Women have been contributing to the peace movement by looking at the world from a 'different' angle. Feminism brings a fresh wind to the peace movement by providing new forms of awareness, which are necessary in order to critically reorganize the existing concepts of peace and security.
A belief that 'power is a prerequisite for peace' has traditionally been at the very center of the discourse on peace. For this reason, we were not very surprised by the irony behind the government's recent announcement that it would build a U.S. naval base in the island of Jeju, which had long been designated 'An Island of Peace'.
Many women, however, advocate that peace is not 'maintained' by power, military capability and masculinity, but made within the confines of 'relationships.' Feminist peace politics begins with thinking that we are able to learn the significance of being not by conquering and discriminating others, but by depending on each other in mutual relationships. The perception of interdependence overwhelms any type of unilateralism, antagonism, isolated arrogance and violence.
Peace-making by women does not imply state-oriented security or top-down peace, but a bottom-up peace process that originates from the life of ordinary citizens, among others. Daily peace means to establish a relationship in which people happily understand each other. An attempt to change any relationship of power -a relationship between a man and a woman, between men or between women, etc.- that hinders people from 'understanding' one another is construed as a peace movement. In feminist peace politics, therefore, life itself is a route and a movement for peacemaking.
Such an activity for peace by women has been more visible since the September 11 terrorist attacks on the U.S. Furthermore, a women’s peace movement does not imply the extension of traditional maternity, and is not based on humanitarianism, but brings us a new wind of peace on which women can freely cross various borders.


--- REQUIRED ACTION ---
Give the records again exactly, with every character kept.

--- LISTED ENTRIES ---
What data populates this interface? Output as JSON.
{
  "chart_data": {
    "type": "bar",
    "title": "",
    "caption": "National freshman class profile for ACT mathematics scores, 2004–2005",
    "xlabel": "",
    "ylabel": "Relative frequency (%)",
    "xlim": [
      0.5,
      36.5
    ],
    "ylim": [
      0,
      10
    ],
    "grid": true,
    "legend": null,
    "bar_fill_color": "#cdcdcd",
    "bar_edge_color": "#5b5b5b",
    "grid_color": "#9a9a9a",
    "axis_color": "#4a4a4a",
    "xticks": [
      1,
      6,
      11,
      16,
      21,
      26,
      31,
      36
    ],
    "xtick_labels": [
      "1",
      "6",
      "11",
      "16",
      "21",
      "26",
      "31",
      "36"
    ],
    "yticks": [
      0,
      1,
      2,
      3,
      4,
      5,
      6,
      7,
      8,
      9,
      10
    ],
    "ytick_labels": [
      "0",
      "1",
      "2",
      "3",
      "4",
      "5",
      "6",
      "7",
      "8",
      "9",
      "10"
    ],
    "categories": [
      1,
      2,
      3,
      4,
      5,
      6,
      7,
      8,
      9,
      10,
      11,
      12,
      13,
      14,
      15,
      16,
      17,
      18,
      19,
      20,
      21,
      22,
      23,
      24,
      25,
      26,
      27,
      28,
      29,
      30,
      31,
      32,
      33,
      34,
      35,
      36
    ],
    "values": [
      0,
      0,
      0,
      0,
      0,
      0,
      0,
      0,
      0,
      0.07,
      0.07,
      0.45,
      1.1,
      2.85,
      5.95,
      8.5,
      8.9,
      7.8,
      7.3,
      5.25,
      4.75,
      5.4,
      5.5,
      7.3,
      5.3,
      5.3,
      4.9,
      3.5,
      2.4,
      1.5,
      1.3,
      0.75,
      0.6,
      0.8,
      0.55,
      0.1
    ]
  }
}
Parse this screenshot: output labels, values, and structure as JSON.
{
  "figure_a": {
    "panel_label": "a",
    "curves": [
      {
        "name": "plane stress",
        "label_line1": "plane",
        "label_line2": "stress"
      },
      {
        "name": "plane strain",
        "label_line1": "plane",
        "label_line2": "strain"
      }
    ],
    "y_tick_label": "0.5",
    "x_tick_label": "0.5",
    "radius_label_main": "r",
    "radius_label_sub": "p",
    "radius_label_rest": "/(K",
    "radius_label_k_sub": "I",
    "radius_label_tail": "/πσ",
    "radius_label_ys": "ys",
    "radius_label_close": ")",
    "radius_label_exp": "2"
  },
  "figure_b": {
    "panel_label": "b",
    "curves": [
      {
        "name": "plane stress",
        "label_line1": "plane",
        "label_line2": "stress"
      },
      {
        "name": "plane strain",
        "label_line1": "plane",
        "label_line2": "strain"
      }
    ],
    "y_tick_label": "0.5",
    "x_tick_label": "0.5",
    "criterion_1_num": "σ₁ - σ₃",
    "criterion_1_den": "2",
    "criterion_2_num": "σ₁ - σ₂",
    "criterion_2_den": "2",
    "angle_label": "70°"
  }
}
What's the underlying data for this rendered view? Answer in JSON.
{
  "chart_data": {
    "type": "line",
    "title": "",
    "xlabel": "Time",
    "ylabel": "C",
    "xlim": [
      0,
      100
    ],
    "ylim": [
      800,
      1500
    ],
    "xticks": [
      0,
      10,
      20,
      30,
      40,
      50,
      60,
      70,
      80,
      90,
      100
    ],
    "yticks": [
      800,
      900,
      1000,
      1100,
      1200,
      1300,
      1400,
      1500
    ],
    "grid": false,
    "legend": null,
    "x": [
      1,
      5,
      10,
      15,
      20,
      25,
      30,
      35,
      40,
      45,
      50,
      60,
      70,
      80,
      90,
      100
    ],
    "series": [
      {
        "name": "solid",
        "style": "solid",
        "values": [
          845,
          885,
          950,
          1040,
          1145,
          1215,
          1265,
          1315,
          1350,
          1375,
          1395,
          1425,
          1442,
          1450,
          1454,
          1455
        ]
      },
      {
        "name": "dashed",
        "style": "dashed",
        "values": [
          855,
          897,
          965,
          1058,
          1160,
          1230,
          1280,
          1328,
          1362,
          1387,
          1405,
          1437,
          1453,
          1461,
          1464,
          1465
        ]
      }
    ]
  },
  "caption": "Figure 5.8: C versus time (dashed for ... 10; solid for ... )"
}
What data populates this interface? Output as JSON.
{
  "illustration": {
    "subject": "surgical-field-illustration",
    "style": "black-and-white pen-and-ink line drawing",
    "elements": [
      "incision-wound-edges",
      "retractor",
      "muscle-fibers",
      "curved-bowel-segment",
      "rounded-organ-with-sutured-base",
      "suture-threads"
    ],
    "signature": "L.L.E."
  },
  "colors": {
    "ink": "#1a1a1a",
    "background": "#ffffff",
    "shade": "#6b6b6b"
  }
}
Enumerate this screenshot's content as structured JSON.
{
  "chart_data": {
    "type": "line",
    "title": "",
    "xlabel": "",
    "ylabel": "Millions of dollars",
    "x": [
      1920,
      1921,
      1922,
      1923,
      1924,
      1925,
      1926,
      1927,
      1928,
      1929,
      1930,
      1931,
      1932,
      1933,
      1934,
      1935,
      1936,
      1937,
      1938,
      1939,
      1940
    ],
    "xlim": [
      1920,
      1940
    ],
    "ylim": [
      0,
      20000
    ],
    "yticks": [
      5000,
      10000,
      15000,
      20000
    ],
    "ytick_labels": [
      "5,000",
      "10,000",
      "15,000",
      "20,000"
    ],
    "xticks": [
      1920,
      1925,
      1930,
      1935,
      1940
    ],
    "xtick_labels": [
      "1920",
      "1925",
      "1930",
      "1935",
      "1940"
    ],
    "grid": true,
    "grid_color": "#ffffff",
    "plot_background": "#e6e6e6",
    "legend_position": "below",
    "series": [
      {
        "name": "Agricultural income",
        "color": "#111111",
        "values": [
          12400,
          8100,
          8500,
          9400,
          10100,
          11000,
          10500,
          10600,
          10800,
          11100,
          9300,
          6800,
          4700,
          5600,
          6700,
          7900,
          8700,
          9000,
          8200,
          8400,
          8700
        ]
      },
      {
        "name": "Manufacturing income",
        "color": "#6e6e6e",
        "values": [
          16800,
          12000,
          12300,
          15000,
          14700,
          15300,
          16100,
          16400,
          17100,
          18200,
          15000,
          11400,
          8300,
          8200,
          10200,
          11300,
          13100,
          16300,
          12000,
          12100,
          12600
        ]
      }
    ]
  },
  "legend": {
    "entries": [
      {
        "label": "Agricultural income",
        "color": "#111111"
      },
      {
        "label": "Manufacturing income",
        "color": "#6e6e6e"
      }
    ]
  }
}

--- WRITTEN ANSWER ---
What data populates this interface? Output as JSON.
{
  "chart_data": {
    "type": "bar",
    "title": "",
    "caption": "National freshman class profile for ACT mathematics scores, 2004–2005",
    "xlabel": "",
    "ylabel": "Relative frequency (%)",
    "xlim": [
      0.5,
      36.5
    ],
    "ylim": [
      0,
      10
    ],
    "grid": true,
    "legend": null,
    "bar_fill_color": "#cdcdcd",
    "bar_edge_color": "#5b5b5b",
    "grid_color": "#9a9a9a",
    "axis_color": "#4a4a4a",
    "xticks": [
      1,
      6,
      11,
      16,
      21,
      26,
      31,
      36
    ],
    "xtick_labels": [
      "1",
      "6",
      "11",
      "16",
      "21",
      "26",
      "31",
      "36"
    ],
    "yticks": [
      0,
      1,
      2,
      3,
      4,
      5,
      6,
      7,
      8,
      9,
      10
    ],
    "ytick_labels": [
      "0",
      "1",
      "2",
      "3",
      "4",
      "5",
      "6",
      "7",
      "8",
      "9",
      "10"
    ],
    "categories": [
      1,
      2,
      3,
      4,
      5,
      6,
      7,
      8,
      9,
      10,
      11,
      12,
      13,
      14,
      15,
      16,
      17,
      18,
      19,
      20,
      21,
      22,
      23,
      24,
      25,
      26,
      27,
      28,
      29,
      30,
      31,
      32,
      33,
      34,
      35,
      36
    ],
    "values": [
      0,
      0,
      0,
      0,
      0,
      0,
      0,
      0,
      0,
      0.07,
      0.07,
      0.45,
      1.1,
      2.85,
      5.95,
      8.5,
      8.9,
      7.8,
      7.3,
      5.25,
      4.75,
      5.4,
      5.5,
      7.3,
      5.3,
      5.3,
      4.9,
      3.5,
      2.4,
      1.5,
      1.3,
      0.75,
      0.6,
      0.8,
      0.55,
      0.1
    ]
  }
}
Parse this screenshot: output labels, values, and structure as JSON.
{
  "figure_a": {
    "panel_label": "a",
    "curves": [
      {
        "name": "plane stress",
        "label_line1": "plane",
        "label_line2": "stress"
      },
      {
        "name": "plane strain",
        "label_line1": "plane",
        "label_line2": "strain"
      }
    ],
    "y_tick_label": "0.5",
    "x_tick_label": "0.5",
    "radius_label_main": "r",
    "radius_label_sub": "p",
    "radius_label_rest": "/(K",
    "radius_label_k_sub": "I",
    "radius_label_tail": "/πσ",
    "radius_label_ys": "ys",
    "radius_label_close": ")",
    "radius_label_exp": "2"
  },
  "figure_b": {
    "panel_label": "b",
    "curves": [
      {
        "name": "plane stress",
        "label_line1": "plane",
        "label_line2": "stress"
      },
      {
        "name": "plane strain",
        "label_line1": "plane",
        "label_line2": "strain"
      }
    ],
    "y_tick_label": "0.5",
    "x_tick_label": "0.5",
    "criterion_1_num": "σ₁ - σ₃",
    "criterion_1_den": "2",
    "criterion_2_num": "σ₁ - σ₂",
    "criterion_2_den": "2",
    "angle_label": "70°"
  }
}
What's the underlying data for this rendered view? Answer in JSON.
{
  "chart_data": {
    "type": "line",
    "title": "",
    "xlabel": "Time",
    "ylabel": "C",
    "xlim": [
      0,
      100
    ],
    "ylim": [
      800,
      1500
    ],
    "xticks": [
      0,
      10,
      20,
      30,
      40,
      50,
      60,
      70,
      80,
      90,
      100
    ],
    "yticks": [
      800,
      900,
      1000,
      1100,
      1200,
      1300,
      1400,
      1500
    ],
    "grid": false,
    "legend": null,
    "x": [
      1,
      5,
      10,
      15,
      20,
      25,
      30,
      35,
      40,
      45,
      50,
      60,
      70,
      80,
      90,
      100
    ],
    "series": [
      {
        "name": "solid",
        "style": "solid",
        "values": [
          845,
          885,
          950,
          1040,
          1145,
          1215,
          1265,
          1315,
          1350,
          1375,
          1395,
          1425,
          1442,
          1450,
          1454,
          1455
        ]
      },
      {
        "name": "dashed",
        "style": "dashed",
        "values": [
          855,
          897,
          965,
          1058,
          1160,
          1230,
          1280,
          1328,
          1362,
          1387,
          1405,
          1437,
          1453,
          1461,
          1464,
          1465
        ]
      }
    ]
  },
  "caption": "Figure 5.8: C versus time (dashed for ... 10; solid for ... )"
}
What data populates this interface? Output as JSON.
{
  "illustration": {
    "subject": "surgical-field-illustration",
    "style": "black-and-white pen-and-ink line drawing",
    "elements": [
      "incision-wound-edges",
      "retractor",
      "muscle-fibers",
      "curved-bowel-segment",
      "rounded-organ-with-sutured-base",
      "suture-threads"
    ],
    "signature": "L.L.E."
  },
  "colors": {
    "ink": "#1a1a1a",
    "background": "#ffffff",
    "shade": "#6b6b6b"
  }
}
Enumerate this screenshot's content as structured JSON.
{
  "chart_data": {
    "type": "line",
    "title": "",
    "xlabel": "",
    "ylabel": "Millions of dollars",
    "x": [
      1920,
      1921,
      1922,
      1923,
      1924,
      1925,
      1926,
      1927,
      1928,
      1929,
      1930,
      1931,
      1932,
      1933,
      1934,
      1935,
      1936,
      1937,
      1938,
      1939,
      1940
    ],
    "xlim": [
      1920,
      1940
    ],
    "ylim": [
      0,
      20000
    ],
    "yticks": [
      5000,
      10000,
      15000,
      20000
    ],
    "ytick_labels": [
      "5,000",
      "10,000",
      "15,000",
      "20,000"
    ],
    "xticks": [
      1920,
      1925,
      1930,
      1935,
      1940
    ],
    "xtick_labels": [
      "1920",
      "1925",
      "1930",
      "1935",
      "1940"
    ],
    "grid": true,
    "grid_color": "#ffffff",
    "plot_background": "#e6e6e6",
    "legend_position": "below",
    "series": [
      {
        "name": "Agricultural income",
        "color": "#111111",
        "values": [
          12400,
          8100,
          8500,
          9400,
          10100,
          11000,
          10500,
          10600,
          10800,
          11100,
          9300,
          6800,
          4700,
          5600,
          6700,
          7900,
          8700,
          9000,
          8200,
          8400,
          8700
        ]
      },
      {
        "name": "Manufacturing income",
        "color": "#6e6e6e",
        "values": [
          16800,
          12000,
          12300,
          15000,
          14700,
          15300,
          16100,
          16400,
          17100,
          18200,
          15000,
          11400,
          8300,
          8200,
          10200,
          11300,
          13100,
          16300,
          12000,
          12100,
          12600
        ]
      }
    ]
  },
  "legend": {
    "entries": [
      {
        "label": "Agricultural income",
        "color": "#111111"
      },
      {
        "label": "Manufacturing income",
        "color": "#6e6e6e"
      }
    ]
  }
}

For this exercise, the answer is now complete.